As part of my work to fix the RC Map problem for AC3.3, it makes sense to fix the Tricopter tail servo problems at the same time. The timing on this work is really tight as we're down to the wire to make it into AC3.3. Unfortunately I don't have a tricopter to use, so I need help from some keen testers who will be able to load and fly a custom binary that will be based on the AC3.3 RC releases. I have a couple of things I'd like to accomplish:
1) Allow proper independent servo reversing, without the current hack which is to use the Ch7 reverse.
2) Allow proper tail servo endpoint adjustment so that servo will not move beyond mechanical limits, ever.
3) Allow tail servo to always move while disarmed. Currently it appears it doesn't move until it's armed?
Are there any other issues I should be aware of?
One idea I had while looking at the code, was the concept of doing straight control pass-through of the tail servo control while disarmed. It would bypass the PID, and would map the stick directly to the servo. This would allow you to easily check servo operation. The disadvantage would be, you could not see the PID action.
What do you think, which way would be more useful?
Replies
Rob, as I mentioned in the 3.3 thread, I am more than happy to test tricopter-specific builds and to collaborate with you in whatever way is most useful.
As for your specific items, just starting from scratch since I just discovered this thread:
The other thing off the top of my head would be smoothing out the wagging yaw, where there is a bit of rubbery 'give' that it somewhat difficult to account for in flight.

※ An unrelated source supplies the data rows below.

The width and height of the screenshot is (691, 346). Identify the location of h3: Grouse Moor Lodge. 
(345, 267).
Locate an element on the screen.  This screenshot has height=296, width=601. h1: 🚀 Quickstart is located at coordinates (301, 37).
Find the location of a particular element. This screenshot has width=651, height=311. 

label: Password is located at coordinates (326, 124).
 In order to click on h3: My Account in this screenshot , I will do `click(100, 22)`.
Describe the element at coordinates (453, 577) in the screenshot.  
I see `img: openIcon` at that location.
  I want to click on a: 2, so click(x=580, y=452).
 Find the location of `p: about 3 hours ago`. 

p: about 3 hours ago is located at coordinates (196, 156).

I know some other FC's have gotten around it, but I don't know exactly what changes were made to get there.
As for your PID/no PID disarmed servo question, the more I think about it I feel like you should not bypass the PID and just have it work only when armed (if possible). That way, you could check the behavior of the servo when armed, but on the ground with the motors spinning idle. Does that make sense?

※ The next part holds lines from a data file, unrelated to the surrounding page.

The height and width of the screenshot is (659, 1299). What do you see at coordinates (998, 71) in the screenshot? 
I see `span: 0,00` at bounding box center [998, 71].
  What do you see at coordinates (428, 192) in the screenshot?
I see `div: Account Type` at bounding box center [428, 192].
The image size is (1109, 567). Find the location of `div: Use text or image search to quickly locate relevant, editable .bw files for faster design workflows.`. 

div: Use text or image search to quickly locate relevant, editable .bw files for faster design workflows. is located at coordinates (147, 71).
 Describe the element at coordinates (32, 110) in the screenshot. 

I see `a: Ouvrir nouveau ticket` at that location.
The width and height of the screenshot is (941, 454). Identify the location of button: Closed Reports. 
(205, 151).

You originally posted this in May, anything else you'd like me to try that has changed since then?
Best,
Patrick
Hi Guys,
Sorry, I've neglected this thread for a while. The changes I discussed have made it into RC7, however, there has been no functional testing as I don't have a tricopter to play with. Randy has updated the wiki to explain how the new parameters work:
http://copter.ardupilot.com/wiki/tricopter/
The concept is that your Ch7 on your Tx should now be set to default, don't do the servo reversing in it, or adjust the range, or anything like that. It will only look at those Ch7 on the input side of things. The output servo is now managed by the new parameters. You should now have range limiting, trim and reversing without having to mess with your radio.

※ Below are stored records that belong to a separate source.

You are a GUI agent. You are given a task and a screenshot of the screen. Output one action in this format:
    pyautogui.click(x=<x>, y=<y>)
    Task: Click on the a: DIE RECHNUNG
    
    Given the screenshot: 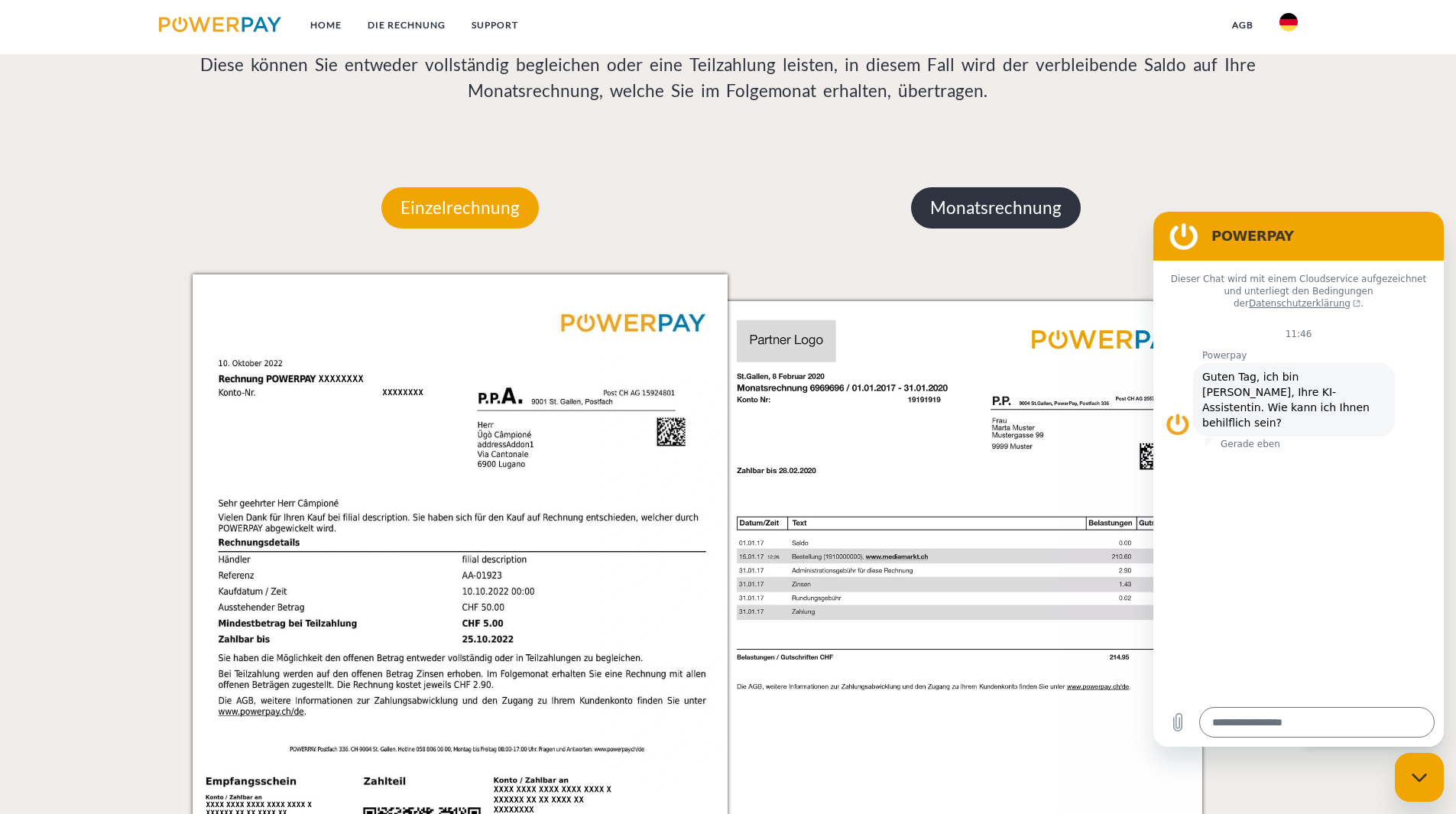 What is the action you would take?
    pyautogui.click(x=407, y=25)
    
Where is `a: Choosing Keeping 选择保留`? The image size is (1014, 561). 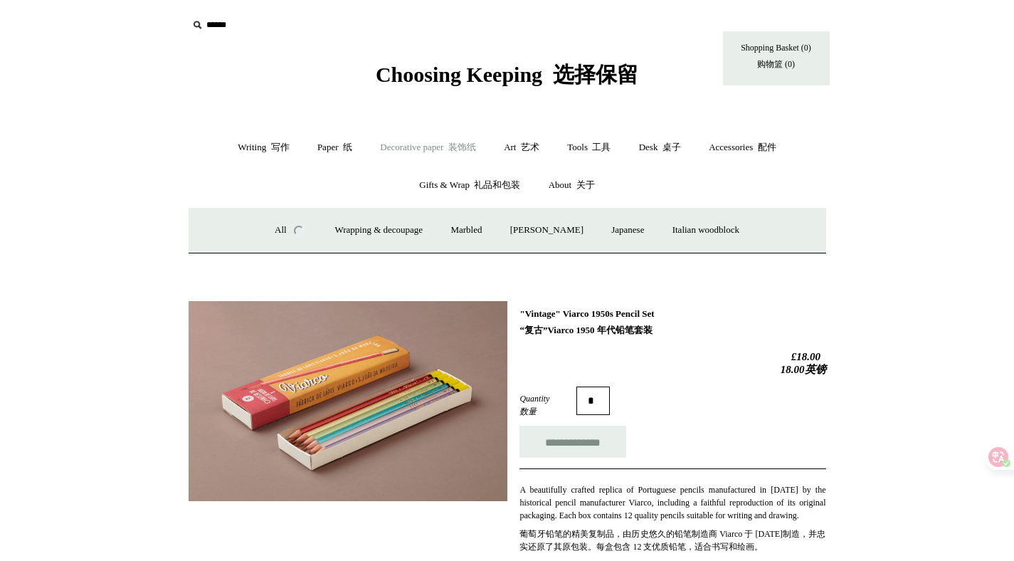
a: Choosing Keeping 选择保留 is located at coordinates (506, 79).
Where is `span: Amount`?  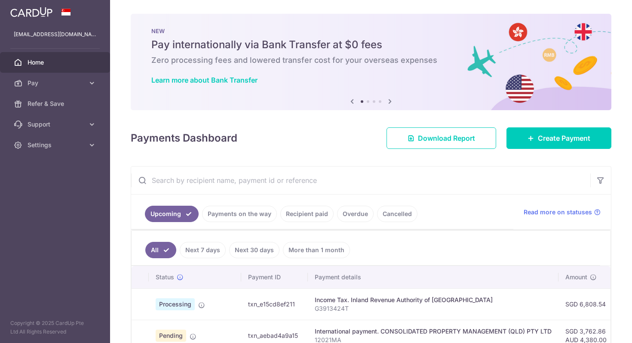
span: Amount is located at coordinates (576, 277).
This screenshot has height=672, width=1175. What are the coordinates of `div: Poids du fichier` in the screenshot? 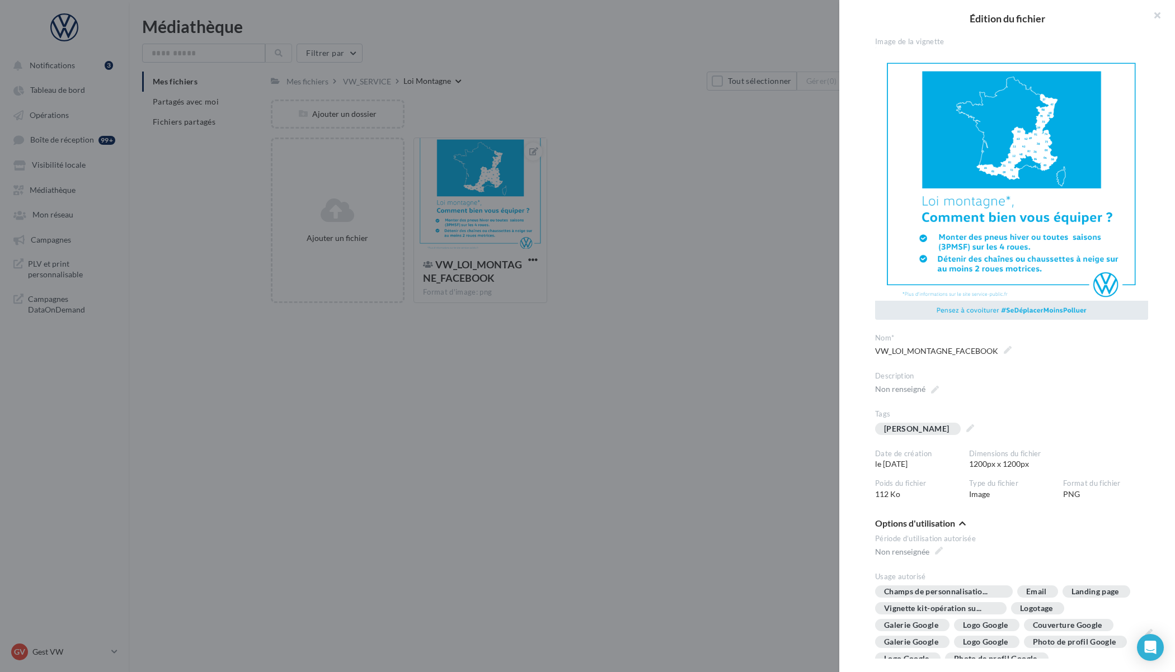 It's located at (917, 484).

Please give it a bench test, and see what you can get working, report on what's not working, videos would be appreciated if they help explain it.
Is there any work still going on for tricopters in AC3.3? 3.3-rc7 seems to have made mine unflyable. Wondering if something was changed recently that I wasn't aware of. Also posted about this in the main AC3.3 thread but that thing is a beast and I figured it might be easier to discuss it in here.
Mine was unflyable with 3.3rc8 as well until I made some Rate Yaw changes suggested by Randy:
If it matters, I'm also using the latest beta Mission Planner. This change really made a huge difference.
One thing I have noticed, though, is even doing a simple accel calibration requires a power cycle before things make sense in flight data display. But once I do that and see things settle down on the GCS, flight is perfectly fine.
Hi Rob....I have a well flying, large, Pixhawked tricopter (17" props) I'd be happy to test on, but I won't be able to do it for about a week due to travel. It suffers from just a little bit of yaw wobble at this point, most of which was eliminated by turning the Stabilize Yaw P way up. I'd be interested if your new code can eliminate that.
My tail servo hinge travel is somewhat limited but I dealt with that by using a HiTech digital servo with programmable endpoints. Works very well. I had first attempted to accomplish the limiting by setting the RC7 endpoints much closer to center (to reduce the throw) but the damn thing wouldn't arm. I finally found in the code a prearm check to verify each RC channel's calibrated range is between coded maxs and mins. But you've probably already dealt with that.
I see no reason the tail servo couldn't be migrated from channel 7. However that's such an unusual channel I always thought whoever wrote that first code had some sort of good reason for it. I'd suggest asking other Devs if they knew why 7 was selected.
Tail servo movement while disarmed would be real helpful. A straight pass through would be fine. No need for the PIDs to see that the servo is working correctly.
That would make sense. I could change that easily, but I fear what would happen if somebody loaded 3.3 without reading the release notes and changing their wiring around.
That's a pretty compelling argument. I guess if you didn't rewire to the correct channel, you'd have the tail motor go to half throttle when you armed. Or even full, since you'd be arming with full right rudder. That could be ugly.
Yeah. It probably would just not arm the ESC as it wouldn't necessarily get the min throttle setting. But it's just risky.
For reasons unknown to me, the tail servo uses Ch7 for output. I think it would make more sense to use 3 (1,2 and 4 are motors right?). Anybody have an opinion on using Ch3?